Wednesday, October 09, 2013

dada on rice


Good day.  And welcome to the graduate seminar on Dada Poetry.  I'm your instructor, Tristan Tzara.

Let's start by writing a poem.  On your paper, write three words.  "Mexican."  "Chinese."  "Buffet."  Now cut out each word and randomly rearrange them.

You should get only one effect no matter how often you arrange them.  Being hungry for lunch is not one of them.

OK.  I am no Tom Stoppard.  But you do not need to be a devoted Dadaist to appreciate the point.

Chinese food in Mexico is always a hit and miss proposition.  Almost always a miss.  One of the worst meals I have ever eaten was at a Chinese restaurant in San Miguel de Allende.  The best my dinner partner  could come up with was, "Well, it is good Chinese for Mexico."  The culinary equivalent of "being world famous in Poland."

Then throw that same lackluster food on a buffet table with heat lamps dehydrating it, and you have the perfect excuse for stopping at Burger King for lunch.  I have it on good authority that the recipe for egg rolls used in Mexican Chinese buffets derives from medieval projectiles used to flatten castle walls.

So, I was a bit reluctant to accept the recommendation of my Melaque restaurant chums, Gary and Joyce.  They told me that some of the best food in Manzanillo could be found at Jin Peng.  I refused to believe them because they used the three most feared words in culinary circles.  Jin Peng is a "Mexican Chinese buffet."

On Tuesday, I was in Manzanillo to resume my root canal treatment.  I already knew the answer before the dentist opened the pressure on Old Faithful.  The infection was still there.  So, she again packed it with an alkaline compound and sent me on my infected way until next week.

Since my luck was already running bad, I decided to see if it was possible that Mexican Chinese buffet could be anything but a disaster.  What did I have to lose?  Other than my lunch?

The atmosphere was not promising.  Basic tables.  And a line of food looking as if it had been set out on the beach in Miami.



So, I took a sample of most of the offerings.  And I was pleasantly surprised.  Everything was fresh and moist.

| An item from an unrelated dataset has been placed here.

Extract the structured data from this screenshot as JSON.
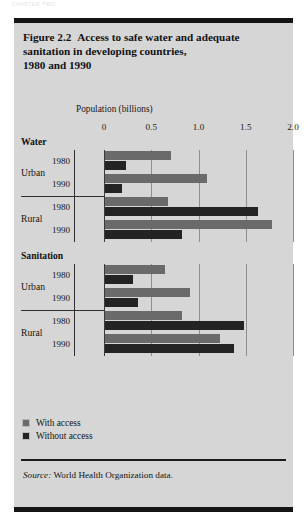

The spicy dishes were tantalizingly hot.  The sweeter dishes were subtle -- not like the death spiral into diabetes of the usual sweet and sour sauce.  The dishes are mainly Cantonese with a few Szechuan mainstays tossed in for variet.


Chang Yan Tak of Lung King Heen has no worry that his dim sum will be dimmed by the cuisine on offer at Jin Peng.  On the other hand, I don't have to leave a month's rent on the table to have a rather nice meal in Manzanillo.  And yesterday I left full and satisfied.

Tzara's poetry was designed to show the meaningless of life and that the social order had created nothing but chaos.  "Mexican Chinese buffet" would have pleased him.  What appears to be a self-actualizing conundrum.

In the case of Jin Peng he would be wrong, though.  Maybe Jim Peng needs a new category.  Just for them.  How about "Family-style Chinese?"

I had planned on ending the day watching my favorite film about happy marriages.  Who's Afraid of Virginia Woolf?


Instead, I watched a rather pleasant sunset, and then came home to write about Tristan Tzarza and my Chinese experience -- all while listening to Mozart.

I think I ended up on the better side of my day.